Wednesday 14 April 2010

Cloning a Linux distro inside a VirtualBox VM to a real machine

Recently I tried out LinuxMint Helena LXDE inside a VirtualBox virtual machine. Very nice it was too. I decided that I wanted it installed on a real machine. Being loath to do another install on the real machine I decided to do a network clone, a technique that I have refined over time.


The key idea is to boot both machines with a rescue CD and mount their respective disks. I use SystemRescueCD because it's very up to date with all kinds of filesystems and modules. Then we create a network pipe with netcat and tar the source machine filesystem onto the target machine. I won't specify every step in detail; you have to fill in some details yourself.

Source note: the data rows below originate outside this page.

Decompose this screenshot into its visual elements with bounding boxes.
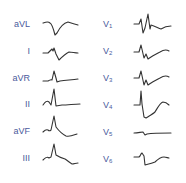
waveform-v4 — [131, 90, 181, 122]
lead-label-v2: V2 — [103, 46, 123, 58]
waveform-avf — [40, 115, 85, 143]
waveform-v6 — [131, 148, 181, 173]
lead-label-v4: V4 — [103, 100, 123, 112]
lead-label-v3: V3 — [103, 73, 123, 85]
lead-label-v5: V5 — [103, 127, 123, 139]
lead-label-avf: aVF — [0, 126, 30, 136]
waveform-avl — [40, 15, 85, 40]
waveform-iii — [40, 142, 85, 170]
waveform-v2 — [131, 40, 181, 65]
lead-label-avl: aVL — [0, 19, 30, 29]
lead-label-v6: V6 — [103, 154, 123, 166]
waveform-v3 — [131, 66, 181, 91]
waveform-avr — [40, 68, 85, 90]
waveform-v5 — [131, 125, 181, 143]
waveform-i — [40, 43, 85, 65]
lead-label-i: I — [0, 46, 30, 56]
lead-label-ii: II — [0, 99, 30, 109]
lead-label-iii: III — [0, 153, 30, 163]
waveform-ii — [40, 88, 85, 116]
lead-label-v1: V1 — [103, 19, 123, 31]
waveform-v1 — [131, 10, 181, 40]
lead-label-avr: aVR — [0, 73, 30, 83]
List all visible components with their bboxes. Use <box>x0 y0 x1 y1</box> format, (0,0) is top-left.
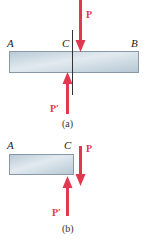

First boot the source machine and make a note of the partition filesystems and sizes. In the case of LinuxMint LXDE, it's one of the standard Ubuntu setups, / in /dev/sda1 and an extended partition /dev/sda2 containing a swap in /dev/sda5. I noted the size of the swap, and that / was ext4.


Then boot the target machine. First setup the networking and note the address assigned to the network interface. Then using fdisk, create the same layout. However you can make the disk larger or smaller, so keep the swap partition the same size (I assume your VM was created with the same amount of memory as your real machine; otherwise use the 2xRAM rule) but adjust /dev/sda1 to suit. This is one advantage of this cloning method, you can increase the size of the disk. Then create the target filesystems:


mkfs.ext4 /dev/sda1
mkswap /dev/sda5


Now on both systems, mount the root filesystem and any other filesystems on it. We have only / so this will do:



mkdir /disk; mount /dev/sda1 /disk



Go to the top of the target filesystem and start a netcat listener piping into tar:



cd /disk; netcat -l 2222 | tar zxvf -



On the source machine, mount the source filesystem.



mkdir /disk; mount /dev/sda1 /disk



Go to the top of the source filesystem and start a tar feeding into netcat:



cd /disk; tar zcvf - * | netcat 192.168.1.123 2222



Subsitute the real IP address for 192.168.1.123 above. You will see the files being packed up and sent over. On the target machine you will see the files extracting.


Netcat doesn't terminate at end of input so you have to judge when there are no more files to be tar'red and interrupt it. Usually it's the last file alphabetically, something like /var/xxx or /vmlinuz, depending.


Now you have to reinstall GRUB on the target machine. LinuxMint Helena uses GRUB2, so



grub2-install --root-directory=/disk /dev/sda



You also have to adjust the UUIDs of the partitions or it will not boot. Look at the UUIDs in /disk/etc/fstab, then use tune2fs and mkswap to fix:



tune2fs -U xxxx-xxxx /dev/sda1
mkswap -U yyyy-yyyy /dev/sda5



where the xxxx-xxxx and yyyy-yyyy are the long UUIDs. I recommend cut and paste from /disk/etc/fstab to avoid keying errors.


Another thing you might want to fix up is the label of the ethernet interface. Edit /etc/udev/rules.d/70-persistent-net.rules and comment out the entry for eth0 which will be for a pcnet32, the default "hardware" for VirtualBox VMs and promote the eth1 entry to eth0. This is cosmetic since the system will work fine with eth1 as the network interface.


Other distros may require more fixing up of sound or video configuration. Fortunately LinuxMint (and Ubuntu distros in general) work out these things and adapt more or less automatically.


Now you should be able to boot the target machine. Have fun.


It is also possible to do the reverse, but as the VM is inside a private network, you have to use bridging, or ssh forwarding to pipe the tar stream into the VM. This is one way to virtualise a real install.